What to do:
Give the lines below again exactly, starting with the line that holds "reading: 7.3 (no unit)" and going on through the line that holds "reading: 34.6 (no unit)".

Records from a data source:

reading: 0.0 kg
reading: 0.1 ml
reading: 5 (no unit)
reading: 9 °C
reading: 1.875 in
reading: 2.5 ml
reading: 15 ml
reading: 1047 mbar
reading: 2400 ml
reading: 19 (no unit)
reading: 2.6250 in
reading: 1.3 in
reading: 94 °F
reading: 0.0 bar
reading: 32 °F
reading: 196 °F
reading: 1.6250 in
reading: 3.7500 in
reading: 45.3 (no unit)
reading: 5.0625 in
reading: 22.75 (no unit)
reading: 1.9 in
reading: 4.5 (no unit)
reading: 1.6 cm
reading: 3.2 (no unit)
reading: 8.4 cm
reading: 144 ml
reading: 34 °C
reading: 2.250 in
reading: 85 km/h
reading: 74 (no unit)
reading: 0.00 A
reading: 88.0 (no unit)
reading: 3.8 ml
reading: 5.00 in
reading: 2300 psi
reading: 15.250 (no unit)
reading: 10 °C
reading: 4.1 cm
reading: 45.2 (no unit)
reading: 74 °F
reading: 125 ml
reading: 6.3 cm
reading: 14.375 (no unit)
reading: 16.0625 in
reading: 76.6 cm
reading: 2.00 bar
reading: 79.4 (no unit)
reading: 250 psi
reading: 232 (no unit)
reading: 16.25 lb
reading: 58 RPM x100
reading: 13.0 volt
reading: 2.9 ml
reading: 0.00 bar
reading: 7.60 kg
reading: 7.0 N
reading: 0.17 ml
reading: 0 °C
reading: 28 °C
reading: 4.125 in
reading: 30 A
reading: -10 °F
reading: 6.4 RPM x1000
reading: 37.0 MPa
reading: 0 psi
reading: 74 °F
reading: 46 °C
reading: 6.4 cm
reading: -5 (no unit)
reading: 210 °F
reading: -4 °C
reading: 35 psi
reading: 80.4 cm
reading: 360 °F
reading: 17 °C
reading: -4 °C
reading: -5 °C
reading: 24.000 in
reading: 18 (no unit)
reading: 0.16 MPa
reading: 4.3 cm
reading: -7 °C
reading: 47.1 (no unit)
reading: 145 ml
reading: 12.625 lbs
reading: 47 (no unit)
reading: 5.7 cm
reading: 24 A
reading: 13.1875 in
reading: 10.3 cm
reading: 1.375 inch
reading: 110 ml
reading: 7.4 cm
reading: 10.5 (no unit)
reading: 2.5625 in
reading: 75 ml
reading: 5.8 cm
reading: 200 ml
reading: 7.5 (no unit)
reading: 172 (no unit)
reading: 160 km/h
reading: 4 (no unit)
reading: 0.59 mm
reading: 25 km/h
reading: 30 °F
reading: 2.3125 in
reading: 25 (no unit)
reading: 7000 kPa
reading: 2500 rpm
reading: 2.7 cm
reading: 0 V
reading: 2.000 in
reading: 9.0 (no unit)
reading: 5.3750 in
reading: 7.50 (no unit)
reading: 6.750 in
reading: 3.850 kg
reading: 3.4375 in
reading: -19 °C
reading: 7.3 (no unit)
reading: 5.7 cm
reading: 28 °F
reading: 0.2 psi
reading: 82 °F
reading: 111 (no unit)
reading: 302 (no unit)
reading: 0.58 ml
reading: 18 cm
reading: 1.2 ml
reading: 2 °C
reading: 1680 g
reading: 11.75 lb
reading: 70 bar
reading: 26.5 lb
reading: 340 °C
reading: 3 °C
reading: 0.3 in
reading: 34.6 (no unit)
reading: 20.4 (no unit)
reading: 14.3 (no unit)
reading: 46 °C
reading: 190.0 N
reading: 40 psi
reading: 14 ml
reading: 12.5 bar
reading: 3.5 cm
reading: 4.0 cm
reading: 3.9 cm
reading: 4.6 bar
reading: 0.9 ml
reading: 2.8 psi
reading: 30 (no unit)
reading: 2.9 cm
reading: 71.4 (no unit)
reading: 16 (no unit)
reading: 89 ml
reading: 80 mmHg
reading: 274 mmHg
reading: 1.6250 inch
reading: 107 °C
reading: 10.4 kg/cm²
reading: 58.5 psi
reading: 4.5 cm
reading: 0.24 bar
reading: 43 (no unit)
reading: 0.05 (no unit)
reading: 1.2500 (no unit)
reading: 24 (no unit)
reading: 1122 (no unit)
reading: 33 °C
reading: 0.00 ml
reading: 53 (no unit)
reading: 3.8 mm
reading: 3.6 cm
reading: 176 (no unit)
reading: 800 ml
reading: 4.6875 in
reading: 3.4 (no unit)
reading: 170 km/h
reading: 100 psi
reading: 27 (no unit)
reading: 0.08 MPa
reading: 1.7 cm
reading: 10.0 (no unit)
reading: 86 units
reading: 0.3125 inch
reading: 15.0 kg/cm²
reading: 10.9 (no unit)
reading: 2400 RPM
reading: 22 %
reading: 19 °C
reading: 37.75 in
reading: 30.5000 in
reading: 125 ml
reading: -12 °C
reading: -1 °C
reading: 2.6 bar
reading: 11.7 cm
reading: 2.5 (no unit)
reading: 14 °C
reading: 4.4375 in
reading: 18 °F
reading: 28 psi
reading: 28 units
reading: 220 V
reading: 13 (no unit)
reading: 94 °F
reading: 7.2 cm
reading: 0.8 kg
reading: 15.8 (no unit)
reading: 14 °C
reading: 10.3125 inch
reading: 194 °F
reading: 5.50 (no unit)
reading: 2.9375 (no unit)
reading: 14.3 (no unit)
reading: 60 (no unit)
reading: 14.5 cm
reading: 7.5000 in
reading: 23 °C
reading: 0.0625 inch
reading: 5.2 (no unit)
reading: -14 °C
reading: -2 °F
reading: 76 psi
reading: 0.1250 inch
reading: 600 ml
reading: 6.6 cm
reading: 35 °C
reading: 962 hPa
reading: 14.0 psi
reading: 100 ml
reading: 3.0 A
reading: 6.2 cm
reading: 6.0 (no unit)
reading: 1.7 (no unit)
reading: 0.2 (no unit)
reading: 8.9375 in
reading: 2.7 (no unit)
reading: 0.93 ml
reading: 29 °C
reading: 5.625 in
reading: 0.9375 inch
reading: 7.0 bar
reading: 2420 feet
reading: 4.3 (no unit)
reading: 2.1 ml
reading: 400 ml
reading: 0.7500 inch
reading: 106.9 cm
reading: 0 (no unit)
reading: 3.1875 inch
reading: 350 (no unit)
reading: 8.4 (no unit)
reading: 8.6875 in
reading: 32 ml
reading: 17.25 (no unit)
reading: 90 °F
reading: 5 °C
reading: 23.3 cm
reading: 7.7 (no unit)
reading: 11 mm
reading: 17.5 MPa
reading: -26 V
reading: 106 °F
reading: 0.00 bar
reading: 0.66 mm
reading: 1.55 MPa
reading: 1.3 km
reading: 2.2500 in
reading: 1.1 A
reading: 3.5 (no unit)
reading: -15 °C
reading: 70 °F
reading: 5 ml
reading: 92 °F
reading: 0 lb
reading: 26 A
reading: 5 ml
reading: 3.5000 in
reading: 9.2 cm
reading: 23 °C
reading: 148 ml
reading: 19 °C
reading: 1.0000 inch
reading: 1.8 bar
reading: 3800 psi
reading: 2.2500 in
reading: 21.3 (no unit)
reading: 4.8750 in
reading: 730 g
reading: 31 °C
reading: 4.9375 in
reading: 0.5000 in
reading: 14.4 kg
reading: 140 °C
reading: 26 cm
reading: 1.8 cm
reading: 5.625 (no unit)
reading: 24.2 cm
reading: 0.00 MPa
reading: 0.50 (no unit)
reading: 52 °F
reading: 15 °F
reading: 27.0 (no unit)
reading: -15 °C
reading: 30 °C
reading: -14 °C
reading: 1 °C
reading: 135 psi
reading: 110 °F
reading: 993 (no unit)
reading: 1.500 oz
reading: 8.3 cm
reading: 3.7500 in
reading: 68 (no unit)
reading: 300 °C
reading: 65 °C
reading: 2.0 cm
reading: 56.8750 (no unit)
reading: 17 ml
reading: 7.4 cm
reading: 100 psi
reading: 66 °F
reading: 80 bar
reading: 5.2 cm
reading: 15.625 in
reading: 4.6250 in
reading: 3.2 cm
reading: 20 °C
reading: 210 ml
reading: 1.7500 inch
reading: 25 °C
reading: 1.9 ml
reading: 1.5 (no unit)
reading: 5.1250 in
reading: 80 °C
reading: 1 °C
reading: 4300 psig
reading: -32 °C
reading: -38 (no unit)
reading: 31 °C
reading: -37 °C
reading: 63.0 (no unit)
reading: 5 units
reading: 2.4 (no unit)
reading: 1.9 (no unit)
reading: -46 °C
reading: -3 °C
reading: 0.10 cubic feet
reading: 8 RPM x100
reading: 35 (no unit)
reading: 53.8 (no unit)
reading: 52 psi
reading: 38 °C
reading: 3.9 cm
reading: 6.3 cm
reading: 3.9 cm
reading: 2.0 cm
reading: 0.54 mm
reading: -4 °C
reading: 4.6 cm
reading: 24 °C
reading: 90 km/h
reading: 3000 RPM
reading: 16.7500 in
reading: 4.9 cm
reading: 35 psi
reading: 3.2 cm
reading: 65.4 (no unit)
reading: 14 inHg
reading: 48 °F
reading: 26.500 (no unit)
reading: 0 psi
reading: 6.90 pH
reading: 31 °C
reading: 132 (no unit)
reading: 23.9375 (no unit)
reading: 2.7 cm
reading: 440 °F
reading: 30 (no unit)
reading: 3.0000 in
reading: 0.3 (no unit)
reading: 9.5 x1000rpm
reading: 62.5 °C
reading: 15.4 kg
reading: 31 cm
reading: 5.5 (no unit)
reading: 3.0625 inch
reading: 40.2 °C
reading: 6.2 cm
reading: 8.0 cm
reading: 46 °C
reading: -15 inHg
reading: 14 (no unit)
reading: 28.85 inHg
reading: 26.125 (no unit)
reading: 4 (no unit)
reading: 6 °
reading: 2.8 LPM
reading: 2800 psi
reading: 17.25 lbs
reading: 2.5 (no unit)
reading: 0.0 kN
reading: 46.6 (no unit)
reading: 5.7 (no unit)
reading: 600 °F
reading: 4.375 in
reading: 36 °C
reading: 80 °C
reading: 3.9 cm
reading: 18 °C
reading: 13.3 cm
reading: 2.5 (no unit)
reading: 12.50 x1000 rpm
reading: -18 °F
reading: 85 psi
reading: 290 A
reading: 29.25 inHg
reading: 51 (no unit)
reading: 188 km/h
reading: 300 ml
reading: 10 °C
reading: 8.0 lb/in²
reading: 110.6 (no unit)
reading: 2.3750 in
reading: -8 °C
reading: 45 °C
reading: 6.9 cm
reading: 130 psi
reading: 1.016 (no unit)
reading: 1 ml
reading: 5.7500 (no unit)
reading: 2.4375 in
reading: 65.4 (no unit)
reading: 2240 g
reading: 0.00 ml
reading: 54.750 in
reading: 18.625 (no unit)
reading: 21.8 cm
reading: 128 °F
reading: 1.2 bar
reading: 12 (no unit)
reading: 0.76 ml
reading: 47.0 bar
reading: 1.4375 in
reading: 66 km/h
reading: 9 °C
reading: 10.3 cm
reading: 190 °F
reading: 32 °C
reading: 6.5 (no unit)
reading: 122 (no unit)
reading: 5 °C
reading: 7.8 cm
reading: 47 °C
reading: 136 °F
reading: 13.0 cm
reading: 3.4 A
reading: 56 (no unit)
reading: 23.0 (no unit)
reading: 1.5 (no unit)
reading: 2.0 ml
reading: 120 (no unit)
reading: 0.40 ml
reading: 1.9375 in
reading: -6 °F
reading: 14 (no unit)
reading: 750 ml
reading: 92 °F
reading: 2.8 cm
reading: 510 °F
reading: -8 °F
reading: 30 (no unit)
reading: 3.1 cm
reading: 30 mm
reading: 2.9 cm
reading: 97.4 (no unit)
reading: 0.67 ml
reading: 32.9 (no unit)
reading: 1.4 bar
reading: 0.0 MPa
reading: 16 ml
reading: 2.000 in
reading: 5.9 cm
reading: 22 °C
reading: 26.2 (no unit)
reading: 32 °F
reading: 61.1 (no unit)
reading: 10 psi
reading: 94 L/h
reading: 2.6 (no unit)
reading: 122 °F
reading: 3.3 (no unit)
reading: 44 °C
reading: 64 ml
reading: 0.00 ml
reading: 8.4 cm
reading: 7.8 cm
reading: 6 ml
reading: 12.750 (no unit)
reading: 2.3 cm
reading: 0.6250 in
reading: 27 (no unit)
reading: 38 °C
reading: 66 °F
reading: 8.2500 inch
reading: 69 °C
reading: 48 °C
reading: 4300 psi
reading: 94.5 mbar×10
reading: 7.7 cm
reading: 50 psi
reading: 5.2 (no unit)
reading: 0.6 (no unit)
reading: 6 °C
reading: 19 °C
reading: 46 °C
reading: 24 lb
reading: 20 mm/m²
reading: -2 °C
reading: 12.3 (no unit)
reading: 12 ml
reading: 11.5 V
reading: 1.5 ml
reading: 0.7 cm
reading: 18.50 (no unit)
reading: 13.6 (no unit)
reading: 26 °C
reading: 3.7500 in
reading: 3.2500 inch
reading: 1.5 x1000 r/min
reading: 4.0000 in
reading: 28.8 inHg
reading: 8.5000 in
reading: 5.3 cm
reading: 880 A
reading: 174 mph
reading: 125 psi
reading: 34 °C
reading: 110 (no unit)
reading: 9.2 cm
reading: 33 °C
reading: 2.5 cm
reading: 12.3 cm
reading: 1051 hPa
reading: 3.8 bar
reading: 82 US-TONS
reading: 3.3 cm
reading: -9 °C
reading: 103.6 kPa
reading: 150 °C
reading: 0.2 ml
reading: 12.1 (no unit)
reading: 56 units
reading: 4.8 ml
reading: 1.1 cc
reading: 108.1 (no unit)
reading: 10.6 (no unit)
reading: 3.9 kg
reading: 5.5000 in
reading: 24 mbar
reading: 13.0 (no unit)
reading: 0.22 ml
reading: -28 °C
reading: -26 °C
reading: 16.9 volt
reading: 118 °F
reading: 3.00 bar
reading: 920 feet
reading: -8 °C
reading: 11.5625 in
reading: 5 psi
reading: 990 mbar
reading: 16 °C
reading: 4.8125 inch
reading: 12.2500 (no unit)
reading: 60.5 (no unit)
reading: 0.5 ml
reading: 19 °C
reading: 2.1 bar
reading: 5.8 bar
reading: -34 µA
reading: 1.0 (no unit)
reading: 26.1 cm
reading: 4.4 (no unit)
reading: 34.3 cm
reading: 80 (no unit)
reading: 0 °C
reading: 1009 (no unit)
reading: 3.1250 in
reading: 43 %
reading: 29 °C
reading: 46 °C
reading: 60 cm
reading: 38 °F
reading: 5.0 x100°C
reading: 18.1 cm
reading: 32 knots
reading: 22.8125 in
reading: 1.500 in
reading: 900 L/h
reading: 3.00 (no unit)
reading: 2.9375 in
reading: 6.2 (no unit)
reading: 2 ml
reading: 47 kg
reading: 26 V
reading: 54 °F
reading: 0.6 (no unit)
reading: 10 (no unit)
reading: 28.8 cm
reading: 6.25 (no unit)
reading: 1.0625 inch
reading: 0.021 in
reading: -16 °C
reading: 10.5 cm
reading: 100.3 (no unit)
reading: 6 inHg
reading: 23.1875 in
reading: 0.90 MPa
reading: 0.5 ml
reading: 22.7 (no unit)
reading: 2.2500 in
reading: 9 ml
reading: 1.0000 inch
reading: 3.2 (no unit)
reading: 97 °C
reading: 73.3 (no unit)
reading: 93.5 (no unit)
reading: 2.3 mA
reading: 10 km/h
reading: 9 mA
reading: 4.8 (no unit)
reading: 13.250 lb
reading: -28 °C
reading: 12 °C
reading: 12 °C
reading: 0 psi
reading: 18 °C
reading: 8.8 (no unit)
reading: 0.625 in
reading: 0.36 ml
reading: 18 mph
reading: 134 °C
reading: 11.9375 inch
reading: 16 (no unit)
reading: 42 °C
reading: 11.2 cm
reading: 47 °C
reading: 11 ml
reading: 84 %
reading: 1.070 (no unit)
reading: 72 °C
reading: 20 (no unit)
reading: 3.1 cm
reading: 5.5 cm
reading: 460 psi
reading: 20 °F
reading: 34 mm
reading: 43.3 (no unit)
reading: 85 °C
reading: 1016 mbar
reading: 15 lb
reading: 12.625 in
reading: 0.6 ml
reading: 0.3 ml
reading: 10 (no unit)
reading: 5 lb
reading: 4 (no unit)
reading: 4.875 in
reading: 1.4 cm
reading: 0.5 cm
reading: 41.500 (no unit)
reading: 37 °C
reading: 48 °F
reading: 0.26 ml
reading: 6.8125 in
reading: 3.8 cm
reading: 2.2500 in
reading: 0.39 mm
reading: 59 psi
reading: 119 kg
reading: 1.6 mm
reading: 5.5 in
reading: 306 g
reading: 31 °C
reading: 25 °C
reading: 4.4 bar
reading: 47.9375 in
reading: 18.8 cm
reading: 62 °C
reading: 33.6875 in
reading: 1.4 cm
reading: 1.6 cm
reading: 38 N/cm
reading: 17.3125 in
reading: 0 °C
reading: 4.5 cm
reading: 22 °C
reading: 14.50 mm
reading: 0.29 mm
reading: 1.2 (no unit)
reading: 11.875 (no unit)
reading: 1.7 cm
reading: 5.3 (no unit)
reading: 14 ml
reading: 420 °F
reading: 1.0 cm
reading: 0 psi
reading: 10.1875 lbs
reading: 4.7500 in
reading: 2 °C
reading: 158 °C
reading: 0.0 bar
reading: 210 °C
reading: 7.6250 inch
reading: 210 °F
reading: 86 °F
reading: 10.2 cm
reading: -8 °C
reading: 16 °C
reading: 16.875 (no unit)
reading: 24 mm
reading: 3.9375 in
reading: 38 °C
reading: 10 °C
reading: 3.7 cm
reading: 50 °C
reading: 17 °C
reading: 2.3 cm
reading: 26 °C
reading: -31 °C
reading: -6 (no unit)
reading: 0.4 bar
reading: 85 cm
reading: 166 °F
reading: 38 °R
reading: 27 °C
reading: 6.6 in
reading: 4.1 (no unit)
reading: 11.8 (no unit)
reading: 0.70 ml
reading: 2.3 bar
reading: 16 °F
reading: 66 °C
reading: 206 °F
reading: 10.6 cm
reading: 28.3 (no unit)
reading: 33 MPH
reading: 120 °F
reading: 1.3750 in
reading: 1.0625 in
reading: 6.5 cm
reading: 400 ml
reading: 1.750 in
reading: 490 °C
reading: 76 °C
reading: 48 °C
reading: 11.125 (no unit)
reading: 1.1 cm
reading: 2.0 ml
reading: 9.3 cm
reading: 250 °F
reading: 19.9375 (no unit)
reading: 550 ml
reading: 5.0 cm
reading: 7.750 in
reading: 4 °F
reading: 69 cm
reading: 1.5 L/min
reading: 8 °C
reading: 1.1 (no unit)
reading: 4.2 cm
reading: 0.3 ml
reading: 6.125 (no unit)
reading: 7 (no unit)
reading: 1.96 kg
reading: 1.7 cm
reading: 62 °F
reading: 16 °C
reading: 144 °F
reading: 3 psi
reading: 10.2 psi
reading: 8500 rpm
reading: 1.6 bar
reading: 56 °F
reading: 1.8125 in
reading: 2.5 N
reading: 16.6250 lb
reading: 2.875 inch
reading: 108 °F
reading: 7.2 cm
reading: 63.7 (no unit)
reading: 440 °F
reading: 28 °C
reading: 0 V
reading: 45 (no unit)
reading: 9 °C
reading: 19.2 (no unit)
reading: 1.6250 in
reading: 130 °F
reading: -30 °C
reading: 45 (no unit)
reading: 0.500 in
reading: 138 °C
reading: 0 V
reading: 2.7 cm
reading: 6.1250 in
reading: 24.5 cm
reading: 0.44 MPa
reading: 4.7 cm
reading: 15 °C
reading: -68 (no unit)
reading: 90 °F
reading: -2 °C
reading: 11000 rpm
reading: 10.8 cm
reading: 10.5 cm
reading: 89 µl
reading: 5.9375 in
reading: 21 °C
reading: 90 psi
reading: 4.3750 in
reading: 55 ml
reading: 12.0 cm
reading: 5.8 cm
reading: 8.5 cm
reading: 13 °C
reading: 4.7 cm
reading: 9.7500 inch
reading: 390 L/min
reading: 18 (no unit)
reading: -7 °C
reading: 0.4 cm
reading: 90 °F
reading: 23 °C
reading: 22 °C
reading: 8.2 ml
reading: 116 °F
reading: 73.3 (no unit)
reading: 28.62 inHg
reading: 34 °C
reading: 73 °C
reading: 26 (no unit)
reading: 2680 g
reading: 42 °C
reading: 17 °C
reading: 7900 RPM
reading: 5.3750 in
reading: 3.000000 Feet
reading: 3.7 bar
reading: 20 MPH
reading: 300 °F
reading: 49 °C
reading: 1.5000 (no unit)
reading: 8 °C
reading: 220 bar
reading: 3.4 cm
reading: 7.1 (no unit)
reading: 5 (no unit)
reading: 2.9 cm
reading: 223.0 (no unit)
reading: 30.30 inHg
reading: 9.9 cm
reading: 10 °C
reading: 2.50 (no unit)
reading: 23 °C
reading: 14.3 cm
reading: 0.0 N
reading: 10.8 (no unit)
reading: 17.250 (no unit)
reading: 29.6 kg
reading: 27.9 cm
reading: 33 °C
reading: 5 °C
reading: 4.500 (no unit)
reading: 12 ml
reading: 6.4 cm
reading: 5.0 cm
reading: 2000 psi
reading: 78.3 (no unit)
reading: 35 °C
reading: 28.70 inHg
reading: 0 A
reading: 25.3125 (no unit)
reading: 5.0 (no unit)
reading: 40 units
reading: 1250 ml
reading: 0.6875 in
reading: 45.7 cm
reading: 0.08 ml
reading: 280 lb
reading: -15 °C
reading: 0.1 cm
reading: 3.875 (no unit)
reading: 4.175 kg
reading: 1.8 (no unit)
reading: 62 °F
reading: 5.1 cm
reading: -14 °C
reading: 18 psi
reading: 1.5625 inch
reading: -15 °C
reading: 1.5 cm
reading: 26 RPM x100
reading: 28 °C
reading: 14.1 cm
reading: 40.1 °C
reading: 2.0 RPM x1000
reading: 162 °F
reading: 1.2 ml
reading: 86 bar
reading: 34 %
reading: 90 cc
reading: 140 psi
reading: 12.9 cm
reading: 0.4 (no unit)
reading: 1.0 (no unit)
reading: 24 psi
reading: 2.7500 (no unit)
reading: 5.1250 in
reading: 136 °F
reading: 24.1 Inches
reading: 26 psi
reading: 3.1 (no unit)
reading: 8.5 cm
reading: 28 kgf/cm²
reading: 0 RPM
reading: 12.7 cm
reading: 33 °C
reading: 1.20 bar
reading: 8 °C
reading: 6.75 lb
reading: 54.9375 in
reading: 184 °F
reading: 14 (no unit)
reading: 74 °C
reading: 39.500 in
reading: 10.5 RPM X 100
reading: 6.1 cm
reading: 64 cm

Output of the exercise:
reading: 7.3 (no unit)
reading: 5.7 cm
reading: 28 °F
reading: 0.2 psi
reading: 82 °F
reading: 111 (no unit)
reading: 302 (no unit)
reading: 0.58 ml
reading: 18 cm
reading: 1.2 ml
reading: 2 °C
reading: 1680 g
reading: 11.75 lb
reading: 70 bar
reading: 26.5 lb
reading: 340 °C
reading: 3 °C
reading: 0.3 in
reading: 34.6 (no unit)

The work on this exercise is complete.